Mental illness, personal rights, personal responsibility, homelessness, the crumbling newspaper business — these are the issues circling this biopic on Los Angeles Times journalist Steve Lopez and homeless musical prodigy Nathaniel Ayers, who is possibly schizophrenic. In real life Lopez won accolades for his columns on Ayers. He wants to help, but what is the best thing to do for Nathaniel?
Lopez (Robert Downey Jr., IRON MAN) meets Ayers (Jamie Foxx, RAY) in a park playing a violin with two strings. In their first rambling conversation, Ayers mentions that he went to Julliard and Lopez's journalism ears are piqued. Ayers did indeed go to Julliard, but something happened and over the course of the film we learn how Ayers went from the poor neighborhoods of Cleveland to Julliard to the streets of Los Angeles where he lives unaware of reality from moment to moment.
The role of Ayers smells of Oscar bait and Foxx gives his best performance since winning his Oscar playing Ray Charles. He brings a gentle shyness to Ayers that’s hard to resist. Yet he is unpredictable and one sees that his mental tics put him in danger and conceivably could put others in danger. Downey plays Lopez as an observer. He looks around the world for the story. At first we get a sense that helping Ayers is only because he feels obligated to do so. And it won't hurt his story either. His coolness for commitment and others' feelings seem to be the chief reason his marriage ended to his editor Mary (Catherine Keener, CAPOTE).
I found THE SOLOIST engaging for the many things it tries to say. Joe Wright does a great job crafting the intimidating world Ayers lives in. When a reader gives Lopez a cello to give Ayers, Lopez sets up a deal to give the instrument to a local shelter. Lopez is frustrated when Ayers doesn't want to go to the shelter, but when he arrives for the first time he realizes why Ayers wants to stay away. Homeless drug addicts and mentally ill fill the streets in front of the shelter. It's not a pleasant place. I came to fear for Ayers because he seems so ill equipped to live on the streets. But he has found a way. Lopez suggests forcing Ayers to take meds, but that's a simplistic view of mental illness. Shelter worker David (Nelsan Ellis, TV's TRUE BLOOD) understands that like a drug addict a mentally ill person can only be helped by treatment as long as it is of their own free will. It's a cruel irony of mental illness that the illness itself robs the sufferer of the understanding that they are ill.
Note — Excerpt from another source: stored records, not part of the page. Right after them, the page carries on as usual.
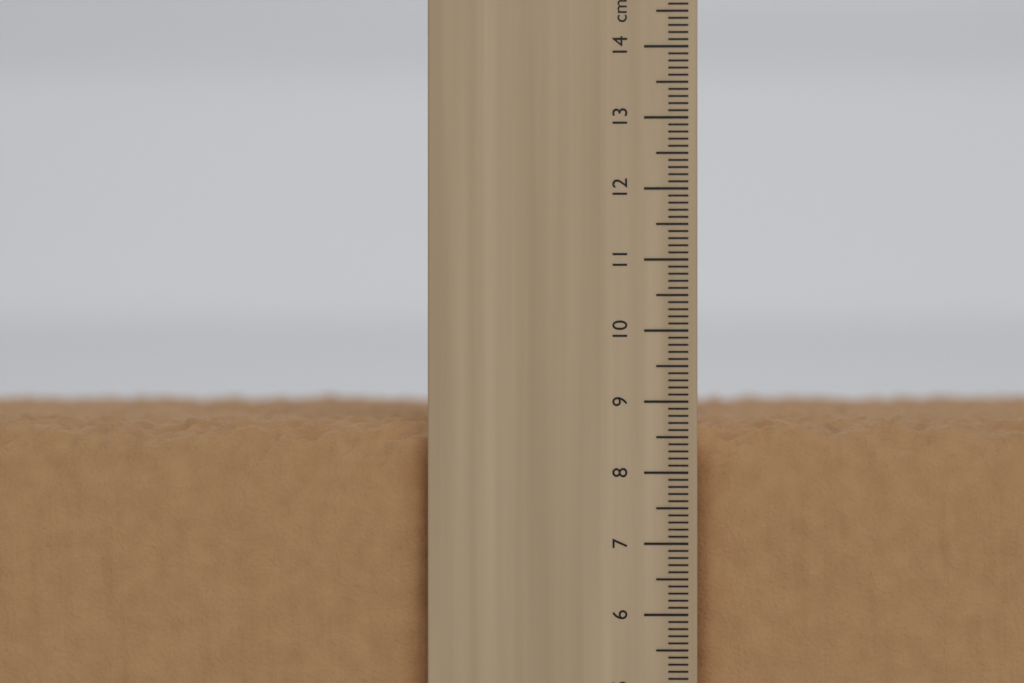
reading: 8.8 cm
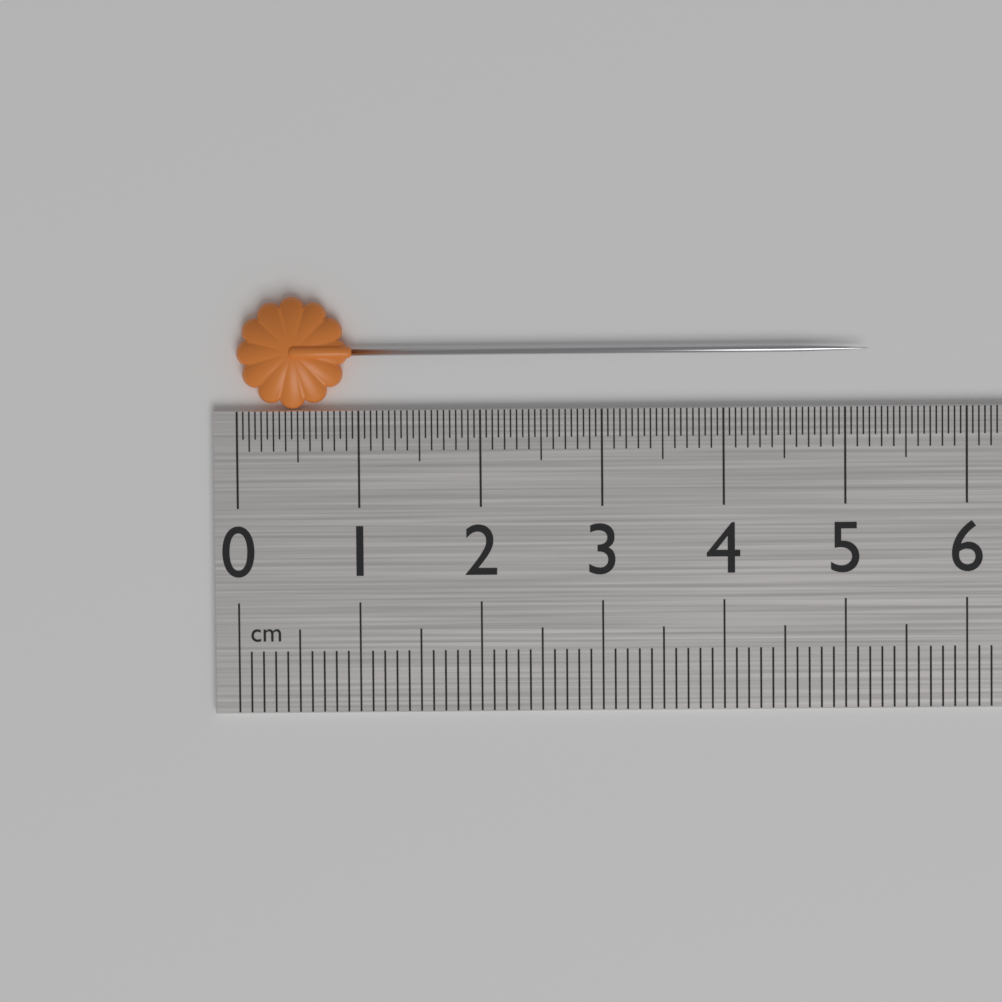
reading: 5.20 cm
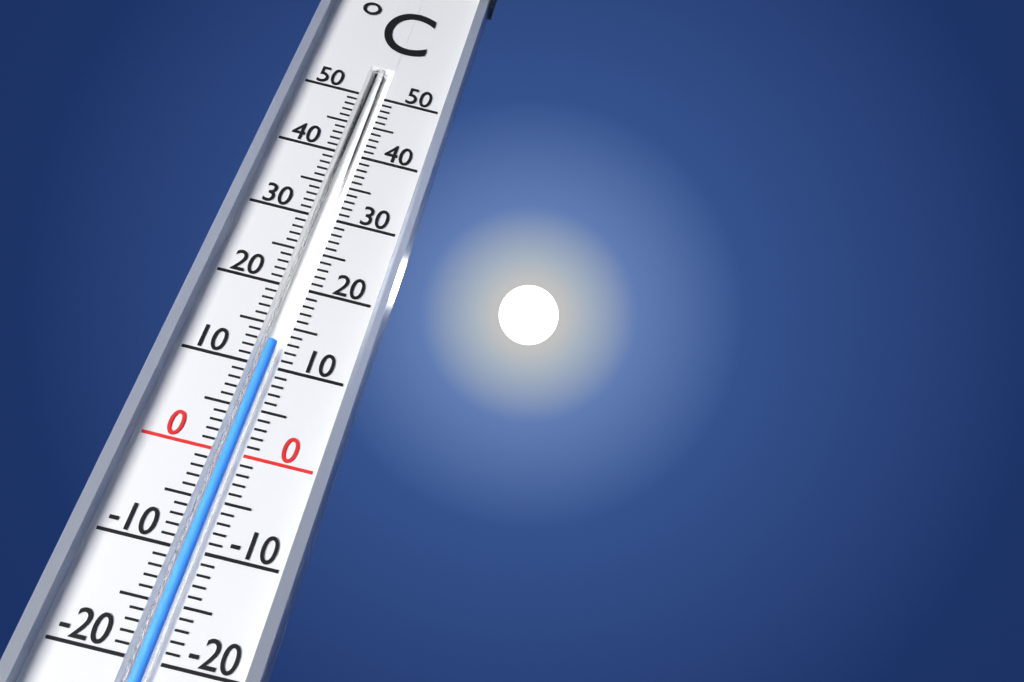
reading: 13 °C
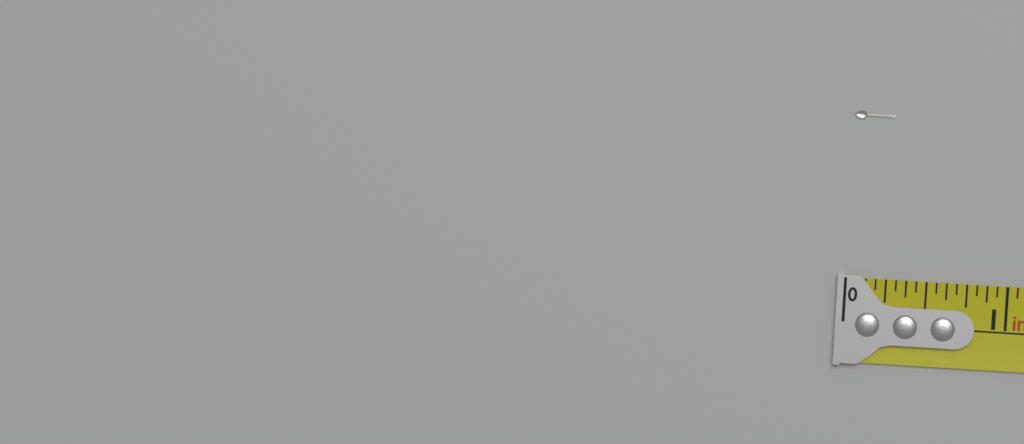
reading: 0.2500 in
Like Lopez, the film, however, observes the material as a story. We are hit on an emotional level because we don't want to see Ayers suffer, but we don't connect on a personal level, because our protagonist is distant. THE SOLOIST's chief weakness is that it doesn't capture the growing friendship between Lopez and Ayers until the very end. Susannah Grant (ERIN BROCKOVICH) should have consulted RAIN MAN on how to make a relationship grow between a self-centered man and a mental ill man. In addition, Wright over directs several of the scenes where he's trying to convey the power of Ayers' playing. Elaborate tracking shots of pigeons soaring into the air make the music maudlin not inspiring.
Foxx's dedicated and touching performance is what drives this film. Like Lopez, we want to know more about him. We want a better life for him. Wright not only provides his story, but a larger look at the homeless problem in Los Angeles. He doesn't present easy answers, because there aren't any.